The suddenness and fury of the attack struck dismay to the bosom of the soldier, who, discharging his rifle, and snatching up his pistols, already in imagination beheld the bloody fingers of a barbarian grasped among the bright locks of his Edith; when Nathan, crying, "Blood upon my hands, but not upon my head!--give it to them, murdering dogs!" let fly his own piece upon the throng; the effect of which, together with the discharge of Roland's pistols immediately after, was such as to stagger the assailants, of whom but a single one preserved resolution enough to advance upon the defenders, whooping to his companions in vain to follow.
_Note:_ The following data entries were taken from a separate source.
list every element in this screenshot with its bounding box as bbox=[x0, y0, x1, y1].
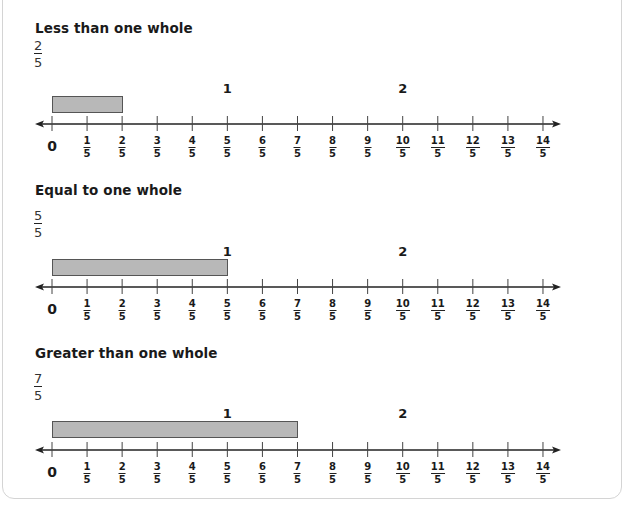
tick-label-fraction: 15 bbox=[84, 462, 91, 485]
section-greater-than-one: Greater than one whole 7 5 0152535455565… bbox=[0, 0, 593, 164]
tick-label-fraction: 55 bbox=[224, 462, 231, 485]
whole-number-label: 2 bbox=[398, 406, 407, 421]
tick-label-fraction: 145 bbox=[536, 462, 550, 485]
tick-label-zero: 0 bbox=[47, 464, 57, 480]
tick-label-fraction: 85 bbox=[329, 462, 336, 485]
tick-label-fraction: 65 bbox=[259, 462, 266, 485]
tick-label-fraction: 125 bbox=[466, 462, 480, 485]
tick-label-fraction: 95 bbox=[364, 462, 371, 485]
tick-label-fraction: 35 bbox=[154, 462, 161, 485]
tick-label-fraction: 75 bbox=[294, 462, 301, 485]
whole-number-label: 1 bbox=[223, 406, 232, 421]
tick-label-fraction: 25 bbox=[119, 462, 126, 485]
tick-label-fraction: 115 bbox=[431, 462, 445, 485]
tick-label-fraction: 135 bbox=[501, 462, 515, 485]
tick-label-fraction: 45 bbox=[189, 462, 196, 485]
tick-label-fraction: 105 bbox=[396, 462, 410, 485]
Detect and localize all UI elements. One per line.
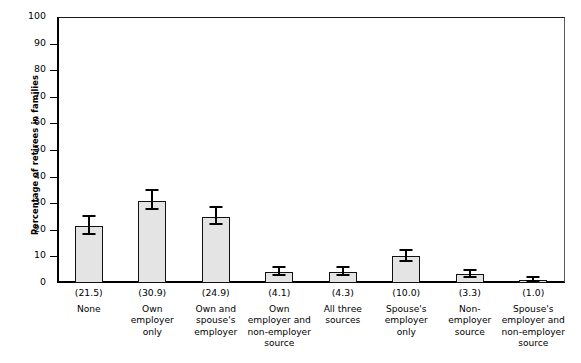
- x-axis-category: (4.3)All threesources: [311, 286, 375, 327]
- category-label-line: employer: [121, 315, 185, 326]
- category-label: Non-employersource: [438, 304, 502, 338]
- category-label-line: Own and: [184, 304, 248, 315]
- y-tick-label: 20: [34, 223, 46, 235]
- category-label-line: employer: [375, 315, 439, 326]
- y-tick-label: 50: [34, 143, 46, 155]
- y-tick-mark: [50, 256, 57, 257]
- y-tick-mark: [50, 203, 57, 204]
- y-tick-label: 70: [34, 90, 46, 102]
- y-tick-label: 100: [28, 10, 46, 22]
- y-tick-label: 80: [34, 63, 46, 75]
- error-cap-lower: [527, 280, 540, 282]
- bar-value-label: (21.5): [57, 286, 121, 299]
- y-tick-mark: [50, 150, 57, 151]
- bar-slot: [248, 17, 312, 283]
- y-tick-mark: [50, 70, 57, 71]
- category-label: All threesources: [311, 304, 375, 327]
- category-label-line: Non-employer: [438, 304, 502, 327]
- error-cap-upper: [463, 269, 476, 271]
- y-tick-mark: [50, 123, 57, 124]
- bar-value-label: (30.9): [121, 286, 185, 299]
- category-label-line: Own: [121, 304, 185, 315]
- bar-slot: [57, 17, 121, 283]
- error-cap-upper: [400, 249, 413, 251]
- bar: [202, 217, 230, 283]
- error-cap-upper: [146, 189, 159, 191]
- error-cap-upper: [527, 276, 540, 278]
- y-tick-label: 30: [34, 196, 46, 208]
- bar-value-label: (4.1): [248, 286, 312, 299]
- category-label-line: non-employer: [248, 327, 312, 338]
- error-cap-lower: [146, 208, 159, 210]
- category-label-line: source: [248, 338, 312, 349]
- category-label-line: Spouse's: [502, 304, 566, 315]
- category-label: Spouse'semployer andnon-employersource: [502, 304, 566, 350]
- category-label-line: Own: [248, 304, 312, 315]
- bar-slot: [121, 17, 185, 283]
- error-cap-lower: [400, 260, 413, 262]
- y-tick-label: 10: [34, 249, 46, 261]
- y-tick-mark: [50, 230, 57, 231]
- error-cap-lower: [336, 274, 349, 276]
- x-axis-category: (30.9)Ownemployeronly: [121, 286, 185, 338]
- bar-slot: [184, 17, 248, 283]
- x-axis-category: (10.0)Spouse'semployeronly: [375, 286, 439, 338]
- bar: [138, 201, 166, 283]
- category-label: Spouse'semployeronly: [375, 304, 439, 338]
- category-label-line: employer: [184, 327, 248, 338]
- category-label: Ownemployeronly: [121, 304, 185, 338]
- error-cap-lower: [273, 274, 286, 276]
- error-cap-upper: [336, 266, 349, 268]
- category-label-line: employer and: [248, 315, 312, 326]
- bar-value-label: (4.3): [311, 286, 375, 299]
- x-axis-category: (4.1)Ownemployer andnon-employersource: [248, 286, 312, 350]
- category-label-line: All three: [311, 304, 375, 315]
- y-tick-mark: [50, 97, 57, 98]
- x-axis-category: (24.9)Own andspouse'semployer: [184, 286, 248, 338]
- error-cap-lower: [209, 223, 222, 225]
- category-label-line: source: [438, 327, 502, 338]
- y-tick-label: 0: [40, 276, 46, 288]
- category-label-line: only: [375, 327, 439, 338]
- bars-area: [57, 17, 565, 283]
- error-cap-lower: [463, 276, 476, 278]
- bar-value-label: (24.9): [184, 286, 248, 299]
- category-label-line: spouse's: [184, 315, 248, 326]
- category-label: Ownemployer andnon-employersource: [248, 304, 312, 350]
- category-label-line: sources: [311, 315, 375, 326]
- error-cap-upper: [209, 206, 222, 208]
- category-label-line: source: [502, 338, 566, 349]
- bar-slot: [311, 17, 375, 283]
- x-axis-category: (3.3)Non-employersource: [438, 286, 502, 338]
- x-axis-labels: (21.5)None(30.9)Ownemployeronly(24.9)Own…: [57, 286, 565, 363]
- x-axis-category: (21.5)None: [57, 286, 121, 315]
- y-tick-label: 40: [34, 170, 46, 182]
- bar-slot: [502, 17, 566, 283]
- category-label-line: only: [121, 327, 185, 338]
- category-label: None: [57, 304, 121, 315]
- bar-slot: [438, 17, 502, 283]
- category-label-line: employer and: [502, 315, 566, 326]
- error-cap-lower: [82, 233, 95, 235]
- x-axis-category: (1.0)Spouse'semployer andnon-employersou…: [502, 286, 566, 350]
- category-label-line: non-employer: [502, 327, 566, 338]
- category-label: Own andspouse'semployer: [184, 304, 248, 338]
- y-tick-mark: [50, 177, 57, 178]
- bar-value-label: (3.3): [438, 286, 502, 299]
- bar-slot: [375, 17, 439, 283]
- bar-chart: Percentage of retirees in families 01020…: [0, 0, 581, 363]
- y-tick-label: 60: [34, 116, 46, 128]
- y-tick-mark: [50, 44, 57, 45]
- category-label-line: Spouse's: [375, 304, 439, 315]
- error-cap-upper: [273, 266, 286, 268]
- category-label-line: None: [57, 304, 121, 315]
- error-cap-upper: [82, 215, 95, 217]
- bar-value-label: (10.0): [375, 286, 439, 299]
- y-tick-label: 90: [34, 37, 46, 49]
- bar-value-label: (1.0): [502, 286, 566, 299]
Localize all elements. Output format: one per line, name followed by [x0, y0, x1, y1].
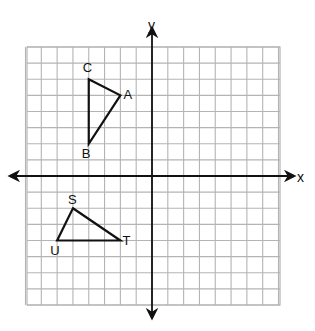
vertex-label-a: A: [123, 87, 132, 102]
coordinate-plane-diagram: x y CABSTU: [0, 0, 315, 331]
vertex-label-u: U: [50, 243, 59, 258]
coordinate-plane: x y CABSTU: [0, 0, 315, 331]
vertex-label-s: S: [68, 192, 77, 207]
y-axis-label: y: [148, 17, 155, 33]
x-axis-label: x: [297, 169, 304, 185]
vertex-label-t: T: [122, 233, 130, 248]
vertex-label-c: C: [83, 60, 92, 75]
vertex-label-b: B: [82, 146, 91, 161]
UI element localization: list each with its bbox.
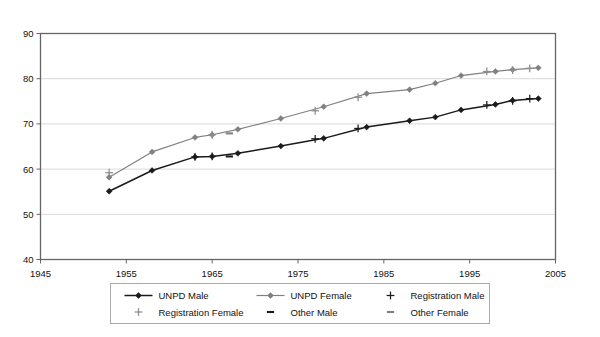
life-expectancy-line-chart: 908070605040 194519551965197519851995200… (0, 0, 600, 337)
y-axis-label: 40 (23, 254, 34, 265)
chart-legend: UNPD MaleUNPD FemaleRegistration MaleReg… (111, 284, 490, 324)
x-axis-label: 1975 (287, 268, 308, 279)
x-axis-label: 1995 (459, 268, 480, 279)
chart-container: 908070605040 194519551965197519851995200… (0, 0, 600, 337)
x-axis-label: 1985 (373, 268, 394, 279)
legend-label: UNPD Female (291, 290, 352, 301)
y-axis-label: 50 (23, 209, 34, 220)
y-axis-label: 90 (23, 28, 34, 39)
legend-label: Other Female (411, 307, 469, 318)
legend-label: Registration Male (411, 290, 485, 301)
legend-label: Registration Female (159, 307, 244, 318)
legend-label: Other Male (291, 307, 338, 318)
legend-label: UNPD Male (159, 290, 209, 301)
y-axis-label: 70 (23, 118, 34, 129)
x-axis-label: 2005 (545, 268, 566, 279)
y-axis-label: 60 (23, 164, 34, 175)
x-axis-label: 1955 (116, 268, 137, 279)
x-axis-label: 1945 (30, 268, 51, 279)
x-axis-label: 1965 (202, 268, 223, 279)
y-axis-label: 80 (23, 73, 34, 84)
"Thee will remember I fight to save the lives of thee helpless women!" muttered Nathan, in Roland's ear; and then as if the first act of warfare had released him for ever from all peaceful obligations, awakened a courage and appetite for blood superior even to the soldier's, and, in other words, set him entirely beside himself, he rushed against the advancing Shawnee, dealing him a blow with the butt of his heavy stocked rifle that crushed through skull and brain as through a gourd, killing the man on the spot.

Then leaping like a buck to avoid the shot of the others, he rushed back to the ruin, and grasping the hand of the admiring soldier, and wringing it with all his might, he cried, "Thee sees what thee has brought me to! Friend, thee has seen me shed a man's blood!--But, nevertheless, friend, the villains shall not kill thee poor women, nor harm a hair of their heads." The valour of the man of peace was fortunately seconded on this occasion by Dodge and the negro, the former from his hiding place in the ravine, the latter from among the ruins; and the enemy, thus seriously warned of the danger of approaching too nigh a fortress manned by what very naturally appeared to them eight different persons,--for such, including the pistols, was the number of fire-arms,--retired precipitately to the woods, where they expressed their hostility only by occasional whoops, and now and then by a shot fired impotently against the ruins.
The success of this second defence, the spirited behaviour of Dodge and Emperor, but more than all the happy change in the principles and practice of Nathan, who seemed as if about to prove that he could deserve the nickname of Tiger so long bestowed upon him in derision, greatly relieved the spirits of the soldier, who was not without hopes of being able to maintain the contest until the enemy should be discouraged and driven off, or some providential accident bring him succour.